Well I wonder when your wedding will be, I don’t suppose I shall be invited but still.
Bedsd Lodge Vruddemb3, Je Boudle
Dear Madrigal1
I was pleased to get my old Hen’s letter. I thought I should never hear from her again.
A good many things seem to have happened since you left, but nothing of much importance.
It’s pretty dull down here without a Hen to chat to. Muv & Farve have been so depressed since you left, it’s made them look quite ill.
The cruise would have been so good for Muv but it’s rather natural she doesn’t want to go any more.2 She said all the fun would have gone without you & I think she meant it. I do hope you have enough to eat & everything. I envy you the coffee you must get there.
Do write & give an exact description of Esmond. It’s so fascinating to think of my old Hen in love that I must hear everything about him.
The hunting all the winter has been fun, & now I am training a horse.
The Grand National was marvellous, but Derek’s3 horse got knocked over by a loose horse which was disappointing. Lord Berners4 had a horse in for the first time in his life & the Mad Boy5 said to us before the race ‘If it falls at the first fence Gerald will be broken hearted’. And it did! Wasn’t it awful. But luckily he is very short-sighted & he thinks it was the second fence so all is OK.
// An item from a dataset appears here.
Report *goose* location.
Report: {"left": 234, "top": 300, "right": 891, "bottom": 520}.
Well dear, do write & if you want anything in the way of clothes just write to your Hen & she’ll get them for her Hen. Or anything else in fact.
Do write often to Blor. It would cheer her up. She has gone to Hastings for a week as I’m going to Castle Howard next week.
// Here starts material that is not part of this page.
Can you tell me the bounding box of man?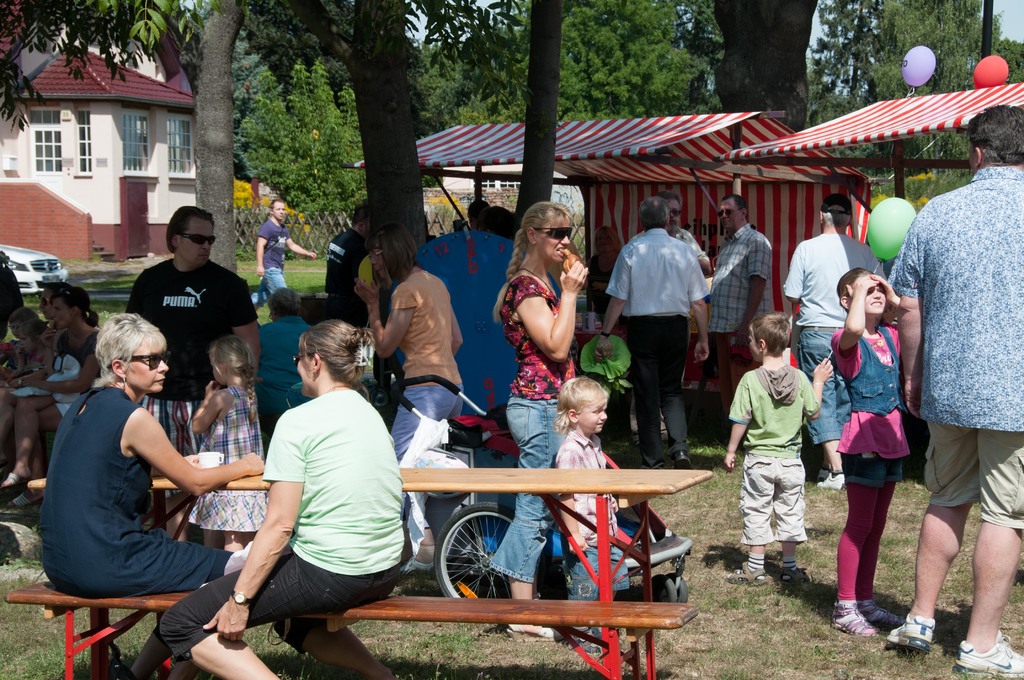
crop(876, 104, 1023, 678).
Much love from Scott Wallace
Dear Henri Heine,
Thanks for your letter, I did like getting it. I expect you are at Castle Howard now. If so will you ask George1 what was in his Greetings ’Gram that Nancy brought out with her among my letters? I opened it & saw some message about Dolly2 but I didn’t really take it in as I was so busy reading all the other letters, & now it’s lost. Anyway tell him that jokes about Dolly are rather ‘vieux jeu’ [old hat] now, & give him my love!
Well here’s a description of Esmond which you ask for. He has got blue eyes & beige hair about the colour of mine and he talks rather like Michael Farrer3 only with a slight cockney pronunciation – for instance he says riowd instead of rood for rude. Also he can do awfully good imitations of people like Winston Churchill4 & he talks French so well you’d take him for a Frenchman, because once a Frenchman said to him ‘vous êtes Alsacien, Monsieur?’ which proves it. (He is frightfully good at languages altogether & has already learnt enough Spanish to talk in quite easily, but your poor old Hen can hardly speak a word.) I expect you know most about his doings such as scramming from Wellington etc from seeing it in the papers so won’t bother to tell you. Didn’t you guess slightly what your old Hen was up to in London the week before I left, for instance when I hurriedly rang off when you came into the room one day & you asked me why I did & I was cross?
Now dear about my clothes; it’s very cheery & Hen-like of you to say you’ll get them for me etc in fact you are the only one to have made a nice suggestion like that. I’ll tell you what though; you know my Worth satin dress that’s been dyed purple? Well I don’t suppose I shall need a dress like that for ages by which time it’ll be out of fashion; so I wonder if you could very kindly try & sell it for me? Being Worth & just newly cleaned & dyed it might fetch quite a lot. I suggest you should take it to Fine Feathers or somewhere & try & get about three to five pounds for it. It would really be most Beery of you if you could dear & I would be grateful. I don’t actually need any of my other clothes at present but when the hot weather comes I’ll write to you for them.